Stressors with a Mean Frequency of >20% and Number of Categories of Situational Accounts Related to Such Stressors as Reported by Patients with Coronary Heart Disease and by Referents†

Frequency

Stressors (%) Situational Descriptions (n)‡

__________________ _____________________

Stressor Patients Referents Patients Referents

Heart problems 62.4 0.0*** 36 (28) 0 (0)

Fatigue 59.0 13.7*** 26 (18) 5 (2)

Shortness of breath 50.4 8.5*** 12 (8) 5 (3)

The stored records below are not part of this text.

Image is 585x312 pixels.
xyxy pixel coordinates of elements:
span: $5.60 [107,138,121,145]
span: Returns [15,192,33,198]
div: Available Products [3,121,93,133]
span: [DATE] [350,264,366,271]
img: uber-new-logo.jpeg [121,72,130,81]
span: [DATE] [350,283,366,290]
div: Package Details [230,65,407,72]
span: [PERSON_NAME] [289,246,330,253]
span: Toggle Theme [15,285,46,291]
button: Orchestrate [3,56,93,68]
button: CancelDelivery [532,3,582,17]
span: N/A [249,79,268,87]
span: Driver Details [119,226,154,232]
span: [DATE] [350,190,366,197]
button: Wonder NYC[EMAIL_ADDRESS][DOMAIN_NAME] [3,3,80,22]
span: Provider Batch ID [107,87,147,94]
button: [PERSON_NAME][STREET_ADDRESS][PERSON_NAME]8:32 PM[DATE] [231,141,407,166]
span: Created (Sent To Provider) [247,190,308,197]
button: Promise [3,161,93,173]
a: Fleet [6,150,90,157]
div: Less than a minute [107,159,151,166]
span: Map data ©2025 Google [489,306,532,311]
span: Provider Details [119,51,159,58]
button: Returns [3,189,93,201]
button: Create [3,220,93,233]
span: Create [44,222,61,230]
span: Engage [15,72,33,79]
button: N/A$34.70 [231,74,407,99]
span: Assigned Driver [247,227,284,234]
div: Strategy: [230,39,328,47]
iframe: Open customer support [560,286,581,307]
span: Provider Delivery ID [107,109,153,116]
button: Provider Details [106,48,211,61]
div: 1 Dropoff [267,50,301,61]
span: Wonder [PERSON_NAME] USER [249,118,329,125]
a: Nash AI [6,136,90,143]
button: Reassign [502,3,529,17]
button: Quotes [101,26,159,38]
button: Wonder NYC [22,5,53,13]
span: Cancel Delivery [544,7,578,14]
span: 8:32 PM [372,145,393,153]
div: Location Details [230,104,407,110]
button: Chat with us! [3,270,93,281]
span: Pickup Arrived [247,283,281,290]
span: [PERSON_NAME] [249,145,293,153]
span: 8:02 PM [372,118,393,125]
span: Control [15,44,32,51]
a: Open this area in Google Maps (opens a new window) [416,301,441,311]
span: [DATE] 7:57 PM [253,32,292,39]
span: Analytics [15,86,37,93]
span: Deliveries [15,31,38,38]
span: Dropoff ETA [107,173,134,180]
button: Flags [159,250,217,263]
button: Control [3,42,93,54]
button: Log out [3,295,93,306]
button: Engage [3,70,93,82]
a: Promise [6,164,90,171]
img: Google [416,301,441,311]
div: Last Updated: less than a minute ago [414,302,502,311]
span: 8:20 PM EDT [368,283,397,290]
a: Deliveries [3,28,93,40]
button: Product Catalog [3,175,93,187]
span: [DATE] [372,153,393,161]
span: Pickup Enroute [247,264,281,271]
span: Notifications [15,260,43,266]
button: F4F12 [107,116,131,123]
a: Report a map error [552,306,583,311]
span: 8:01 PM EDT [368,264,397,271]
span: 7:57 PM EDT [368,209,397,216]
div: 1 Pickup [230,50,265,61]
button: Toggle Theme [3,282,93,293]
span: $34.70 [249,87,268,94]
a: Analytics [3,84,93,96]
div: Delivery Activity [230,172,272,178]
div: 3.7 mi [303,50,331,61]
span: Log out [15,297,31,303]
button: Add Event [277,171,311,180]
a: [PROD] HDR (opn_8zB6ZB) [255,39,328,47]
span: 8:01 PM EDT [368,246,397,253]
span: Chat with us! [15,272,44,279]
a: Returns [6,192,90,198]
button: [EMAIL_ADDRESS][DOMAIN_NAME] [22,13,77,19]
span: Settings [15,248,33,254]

Pain 47.9 13.7*** 10 (8) 6 (3)

Aching 41.9 17.9*** 17 (9) 13 (7)

Anxiety and uneasiness 29.9 6.8*** 14 (9) 3 (1)

High blood pressure 29.9 12.0*** 4 (0) 7 (0)

Weight 25.6 14.5* 6 (4) 5 (2)

Effects on sexuality 24.8 10.3** 4 (4) 5 (5)

Stiffness of joints 24.8 15.4 ns 3 (0) 5 (3)

Limitation of movement 24.8 12.0* 8 (6) 6 (2)

Coughing 23.9 10.3* 7 (5) 5 (1)

Dejection 23.1 6.8** 4 (4) 1 (1)

Sleep disturbances 23.1 16.2 ns 5 (5) 5 (1)

Medicine/medical treatment 22.2 6.8** 2 (2) 1 (1)

Sweating 22.2 6.8** 5 (3) 2 (1)

Headache 20.5 13.7 ns 4 (3) 7 (5)

Loss/limitation of bodily functioning 20.5 11.1 ns 5 (2) 3 (3)

†Significant results with regard to stressors as based on pair differences between patients and referents (n = 117) matched by age, sex and municipality. ‡The numbers within parentheses refer to the frequency of stressfulness values of 50-100 on a 0-100 stressfulness scale (0 = not stressful at all; 100 = extremely stressful).

*p < .05. ** p < .01. *** p < .001. ns = not significant.

(22)

Table IV

Variables Selected By Conditional Logistic Regression Analysis Modelling the Relationship Between Matched Patients (n = 117) and Referents (n = 117) and a Set of Significant Variables†

Stressor 95.0% Confidence Interval

__________ __________

Odds Ratio Lower Upper p

Fatigue 5.02 1.88 16.50 .003

Shortness of breath 11.07 3.17 58.10 .001

Pain 3.26 1.30 9.35 .02

High blood pressure 4.55 1.28 20.22 .03

†The set included all significant (p < .05) variables listed in Table III except for “heart problems”.